Projects
Freiburg Research Data Tool - FredatoWith the Freiburg research data tool - Fredato, the research data management group offers a user-friendly interface for storing and managing research data. The advantages of the functionalities of GitLab are integrated with the simple cloud storage service Nextcloud and supplemented by additional services such as the collection of metadata.
fredato is in operation and is continuously being further developed and supplemented with new components. In doing so, the platform is currently only available to project partners. With the feedback of the researchers involved, the platform will be successively adapted to the needs of the scientists.
The Working Group Research Data Management is involved as Infrastructure Project (INF) and coordinates data management within the partnered collaborative research projects.
How do the trillions of cells in our body coordinate their actions to support our life and health? This marvel of communication involves constant exchange of diverse signals within and between cells. Researchers in the Cluster of Excellence CIBSS - Centre for Integrative Biological Signalling Studies at the University of Freiburg are dedicated to understanding this biological language that orchestrates multicellular life in humans, animals and plants. The cluster, funded by the DFG, began its work on January 1, 2019.
The Deutsche Forschungsgemeinschaft (DFG) is funding the new Collaborative Research Center (CRC) 1597 Small Data with more than 11 million euros from October 2023 to June 2027. Headed by Prof. Dr. Harald Binder, the CRC will develop methods to discover complex patterns in small data sets using AI techniques and modeling. The interdisciplinary approach involves collaboration between computer science, mathematics, statistics, biomedicine and systems modeling.
CRC 1425 "Heterocellular Nature of Cardiac Lesion: Identities, Interactions, Implications" under the leadership of the Institute of Experimental Cardiovascular Medicine (IEKM) received a four-year grant from the DFG. In contrast to traditional cardiac research, the project, which has been funded since July 2020, focuses on non-myocytes, their interaction with cardiomyocytes and the control of repair processes.
OncoEscape has been funded by the DFG with eleven million euros since July 2021. Here, researchers from the University Medical Center Freiburg, the Albert Ludwig University Freiburg, the Max Planck Institute of Immunobiology and Epigenetics in Freiburg, the German Cancer Research Center in Heidelberg and the Georg-Speyer Haus in Frankfurt are investigating how certain genetic characteristics first contribute to the development of tumor cells and later to their escape from the immune system.
The IMPATH project, which is in its third funding phase, investigates a weak immune response as a cause of immunopathology, i.e., malfunction of the immune system. The "IMPATH paradox", that a disturbed immune response is an essential prerequisite for immunopathology, was brought to the fore in the first funding period. Now, the focus will be on the molecular mechanisms underlying impaired immune responses and resulting immunopathology.
Press release 2023 (third funding phase)
Press release 2019 (second funding phase)
CRC 1453 Nephgen received DFG funding of 13.5 million euros in 2021 for a period of four years. The central goal is to improve the treatment and prevention of kidney diseases. [...] Suitable pharmaceutical agents will be sought on the basis of the identification of suitable target structures in the kidney cells.
Since January 2023, the Transregio PILOT project has received funding from the DFG of around 12 million euros for four years. It investigates how a child's immune system develops around birth. Researchers from the Medical Faculty of the University of Freiburg are collaborating with LMU Munich, RWTH Aachen University Hospital and others.
From 1st April 2024 the German Research Foundation (DFG) will be providing a group consisting of the University of Freiburg, Berlin’s Charité Hospital, Free University and Humboldt University with roughly 10 million euros in funding for an initial three years and nine months. The aim of the new Collaborative Research Centre (CRC)/Transregio programme “Inhibitory neurons: shaping the cortical code (INCODE)” is to develop a better understanding of complex brain functions.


#### Directions:
I'd like the entries repeated exactly, pictures omitted.
========
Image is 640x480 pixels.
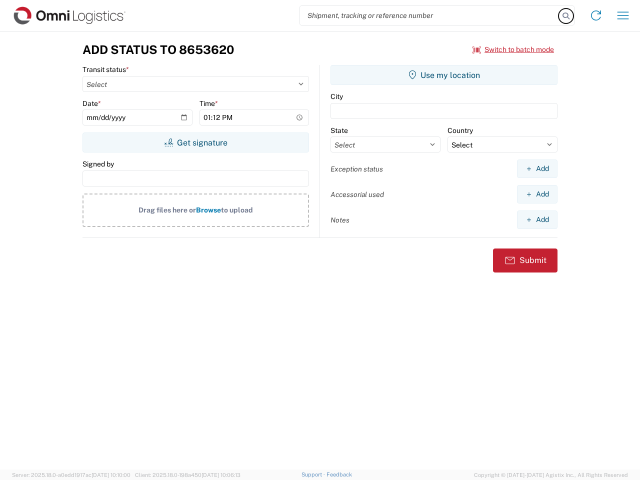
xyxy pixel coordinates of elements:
[300,6,559,25] input: Shipment, tracking or reference number
[82,159,114,168] label: Signed by
[138,206,196,214] span: Drag files here or
[196,206,221,214] span: Browse
[12,472,130,478] span: Server: 2025.18.0-a0edd1917ac
[472,41,554,58] button: Switch to batch mode
[82,132,309,152] button: Get signature
[91,472,130,478] span: [DATE] 10:10:00
[330,215,349,224] label: Notes
[493,248,557,272] button: Submit
[82,65,129,74] label: Transit status
[330,164,383,173] label: Exception status
[474,470,628,479] span: Copyright © [DATE]-[DATE] Agistix Inc., All Rights Reserved
[221,206,253,214] span: to upload
[301,471,326,477] a: Support
[447,126,473,135] label: Country
[330,126,348,135] label: State
[82,42,234,57] h3: Add Status to 8653620
[326,471,352,477] a: Feedback
[330,92,343,101] label: City
[82,99,101,108] label: Date
[517,159,557,178] button: Add
[199,99,218,108] label: Time
[517,185,557,203] button: Add
[517,210,557,229] button: Add
[330,190,384,199] label: Accessorial used
[135,472,240,478] span: Client: 2025.18.0-198a450
[201,472,240,478] span: [DATE] 10:06:13
[330,65,557,85] button: Use my location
========
#### Result for this task:
Image is 640x480 pixels.
xyxy pixel coordinates of elements:
[300,6,559,25] input: Shipment, tracking or reference number
[82,159,114,168] label: Signed by
[138,206,196,214] span: Drag files here or
[196,206,221,214] span: Browse
[12,472,130,478] span: Server: 2025.18.0-a0edd1917ac
[472,41,554,58] button: Switch to batch mode
[82,132,309,152] button: Get signature
[91,472,130,478] span: [DATE] 10:10:00
[330,215,349,224] label: Notes
[493,248,557,272] button: Submit
[82,65,129,74] label: Transit status
[330,164,383,173] label: Exception status
[474,470,628,479] span: Copyright © [DATE]-[DATE] Agistix Inc., All Rights Reserved
[221,206,253,214] span: to upload
[301,471,326,477] a: Support
[447,126,473,135] label: Country
[330,126,348,135] label: State
[82,42,234,57] h3: Add Status to 8653620
[326,471,352,477] a: Feedback
[330,92,343,101] label: City
[82,99,101,108] label: Date
[517,159,557,178] button: Add
[199,99,218,108] label: Time
[517,185,557,203] button: Add
[517,210,557,229] button: Add
[330,190,384,199] label: Accessorial used
[135,472,240,478] span: Client: 2025.18.0-198a450
[201,472,240,478] span: [DATE] 10:06:13
[330,65,557,85] button: Use my location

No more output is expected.